Art Practices in Cold War Socialisms
Matteo Bertelé
Marie Skłodowska-Curie Global Fellow
Ca’ Foscari University of Venice; University of California Santa Barbara; Universität Hamburg
Art Practices in Cold War Socialisms
The research project is intended as a cultural history of compared art practices in Europe during the Cold War, focussing on countries such as the Soviet Union, the two German republics, Yugoslavia and Italy. The comparative approach and inter-disciplinary structure of the current research is targeted at providing a polycentric perspective on the multilateral, multi-cultural and trans-ideological practices in the visual arts, in order to challenge traditional bi-polar narratives commonly associated to Cold War Studies. In this context, art practices will be approached as “cultural encounters”, a term adopted to replace “discovery”, considered (West)-eurocentric and inappropriate (Peter Burke, What is Cultural History?). Rather than as events dictated from above as State policies or as cultural actions in an international context, such practices will be considered as adaptations, reactions and negotiations by the involved artists and art professionals.
Common historical criteria among the focus countries include their experiences under interwar totalitarian regimes, which provide a further subject for a comparative approach to the visual discourse in the second half of the 20th century. As a result of the polarization that followed the Cold War, those countries underwent different schisms: a geo-political one (such as the occupation and division of Germany and the isolation of Yugoslavia from the two blocks as leader of the non-aligned movement), an inner political one (such as the political party landscape of Italy, marked by the tension between the Christian Democracy in power and the cultural hegemony of the largest Communist party in Western Europe), and a socio-cultural one (such as the confrontation between official and non-official Soviet cultures). As a consequence, those countries experienced different ways to Socialism, be it real or ideal. A significant study case in this context is the Art Exhibition of Socialist Countries, held in Moscow in 1958, with artworks from twelve East-European and Asian republics. Promoted as the first large show ever held in the socialist hemisphere, the exhibition addressed to “progressive” artists and art professionals at large, residing also outside real socialism. The show was intended as an unprecedented art encounter referring to a worldwide socialist transnational art community, expected to lay the ground for a global socialist art and visual culture.
In order to find eloquent cases to study, the first objective of the project is a mapping of the art practices through the following coordinates:
1) Time through an art chronology: a comparative timeline of the main art encounters that occurred between 1945 and 1990
2) Space through art locations: private and public art collections, regular international group exhibitions of contemporary art across the Iron Curtain (e.g., the Venice Biennale, documenta in Kassel, “New Tendencies” group show in Zagreb), as well as retrospective, solo or one-time shows.
3) Action through the actors: a survey on the activity and role of artists, curators, art historians, art critics, collectors, gallerists, diplomats, politicians.
Art exhibitions will be regarded as an exclusive phenomenon within the Socialist visual culture: in a society imbued with “poor images” and devoted to the serial production and reproduction of pictures, the exhibitions represent a one-time confrontation with original artworks, with “rich images” whose mediality comes to terms with their materiality. As far as it concerns the actors involved, one of the main issues inquiries to what extent they adapted their practice to the cultural Cold War rhetoric and imagery. For example, how Soviet unofficial artists - be they emigrants in the West or still living in the USSR - were ascribed - or ascribed themselves - to the Western discourse on dissent, dissidence and counter-cultures. How did they negotiate their political and social status in order to achieve international exposure?
Particular attention will be paid to virtual encounters and unmet expectations among the interested European art socialist and pro-socialist art communities, as a result of mutual isolation and political control: instances thereof include missed connections between the “classical” understanding of fine arts in Socialist Europe, rooted in academic West-European art, and the “progressive” ambitions and utopian speculations ascribed to real socialism by the Western intelligentsia and public opinion; between the ubiquitous beliefs and myths of the East-European art community about its Western counterpart, and their actual encounters with that counterpart through their emigration to the West or through their first shows organized there.
The results will amount to an exhaustive investigation based on personal experiences and collective art events, considered not from a binary point of view, but through different actors and perspectives, providing a polycentric and inter-European dimension of socialist arts and visual cultures.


Problem description: Look through the data below and work out how many lines contain the string "plot". Give the number alone.

[Source information — start]

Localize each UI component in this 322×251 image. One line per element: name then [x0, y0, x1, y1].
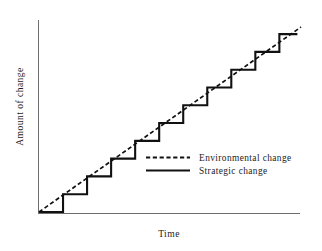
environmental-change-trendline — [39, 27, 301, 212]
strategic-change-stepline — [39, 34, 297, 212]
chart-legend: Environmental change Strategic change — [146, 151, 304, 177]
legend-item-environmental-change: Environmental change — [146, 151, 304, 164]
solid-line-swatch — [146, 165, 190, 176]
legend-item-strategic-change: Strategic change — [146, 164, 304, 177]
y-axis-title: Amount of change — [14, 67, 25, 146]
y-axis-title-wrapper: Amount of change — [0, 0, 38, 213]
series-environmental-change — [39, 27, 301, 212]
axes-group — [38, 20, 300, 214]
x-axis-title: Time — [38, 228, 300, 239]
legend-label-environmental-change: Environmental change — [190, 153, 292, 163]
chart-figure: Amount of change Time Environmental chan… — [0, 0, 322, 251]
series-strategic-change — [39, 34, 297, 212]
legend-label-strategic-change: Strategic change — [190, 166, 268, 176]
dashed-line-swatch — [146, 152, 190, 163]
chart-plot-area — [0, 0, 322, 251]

[Source information — finish]
[Source information — start]

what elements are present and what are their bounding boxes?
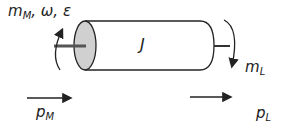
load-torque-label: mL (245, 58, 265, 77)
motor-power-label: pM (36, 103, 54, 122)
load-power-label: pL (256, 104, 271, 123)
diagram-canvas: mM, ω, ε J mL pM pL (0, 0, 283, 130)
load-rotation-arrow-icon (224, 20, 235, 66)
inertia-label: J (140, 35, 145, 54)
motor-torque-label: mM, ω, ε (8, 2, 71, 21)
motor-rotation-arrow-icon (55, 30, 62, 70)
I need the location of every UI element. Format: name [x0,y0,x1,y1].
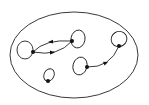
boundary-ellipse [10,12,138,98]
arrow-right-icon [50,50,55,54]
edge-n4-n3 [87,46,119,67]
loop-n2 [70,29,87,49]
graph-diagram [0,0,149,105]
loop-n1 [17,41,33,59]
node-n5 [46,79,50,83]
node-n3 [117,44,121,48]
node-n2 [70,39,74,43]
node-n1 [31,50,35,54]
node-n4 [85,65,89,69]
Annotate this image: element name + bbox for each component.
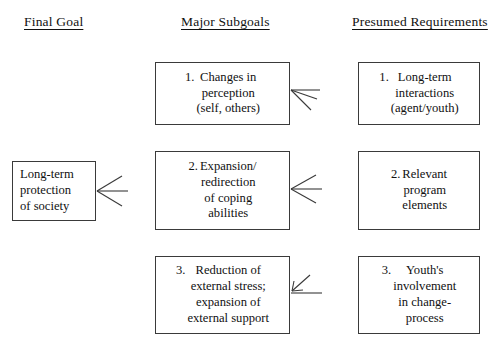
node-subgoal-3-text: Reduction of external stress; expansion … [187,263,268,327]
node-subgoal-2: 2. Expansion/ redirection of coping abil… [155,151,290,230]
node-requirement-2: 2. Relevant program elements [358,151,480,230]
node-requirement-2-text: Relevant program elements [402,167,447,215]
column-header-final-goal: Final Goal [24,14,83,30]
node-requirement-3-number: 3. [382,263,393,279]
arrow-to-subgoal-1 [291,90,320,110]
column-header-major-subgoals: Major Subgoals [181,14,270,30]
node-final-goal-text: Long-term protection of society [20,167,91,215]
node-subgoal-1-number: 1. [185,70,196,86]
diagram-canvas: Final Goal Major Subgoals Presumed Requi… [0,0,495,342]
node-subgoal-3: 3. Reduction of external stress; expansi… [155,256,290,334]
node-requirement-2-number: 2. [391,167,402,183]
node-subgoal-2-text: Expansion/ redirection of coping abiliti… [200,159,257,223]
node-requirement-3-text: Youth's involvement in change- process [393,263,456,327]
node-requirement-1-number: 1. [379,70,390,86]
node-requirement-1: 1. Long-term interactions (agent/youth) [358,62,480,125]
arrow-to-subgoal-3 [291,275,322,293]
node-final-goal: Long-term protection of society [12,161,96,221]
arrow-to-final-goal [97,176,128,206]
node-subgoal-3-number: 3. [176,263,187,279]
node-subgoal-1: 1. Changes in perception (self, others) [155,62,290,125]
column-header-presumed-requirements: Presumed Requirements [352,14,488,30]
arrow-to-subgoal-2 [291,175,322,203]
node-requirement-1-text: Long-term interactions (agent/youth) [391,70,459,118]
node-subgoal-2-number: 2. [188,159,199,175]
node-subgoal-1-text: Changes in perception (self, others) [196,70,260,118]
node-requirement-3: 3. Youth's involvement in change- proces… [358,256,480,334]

[Source information — finish]
[Source information — start]

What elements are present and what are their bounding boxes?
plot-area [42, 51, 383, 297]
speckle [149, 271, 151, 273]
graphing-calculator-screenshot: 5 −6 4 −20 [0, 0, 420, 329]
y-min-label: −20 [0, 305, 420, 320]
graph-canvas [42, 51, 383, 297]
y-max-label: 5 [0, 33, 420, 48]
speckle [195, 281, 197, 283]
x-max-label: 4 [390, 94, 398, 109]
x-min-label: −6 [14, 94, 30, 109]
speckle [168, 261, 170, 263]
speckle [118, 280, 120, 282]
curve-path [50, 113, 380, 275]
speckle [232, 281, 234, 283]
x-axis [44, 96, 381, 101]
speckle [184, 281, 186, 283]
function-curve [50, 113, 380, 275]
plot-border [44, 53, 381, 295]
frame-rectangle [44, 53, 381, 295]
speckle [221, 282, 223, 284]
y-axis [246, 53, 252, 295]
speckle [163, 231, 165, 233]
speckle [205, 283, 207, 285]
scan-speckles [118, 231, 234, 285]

[Source information — finish]

Solution to this exercise: 3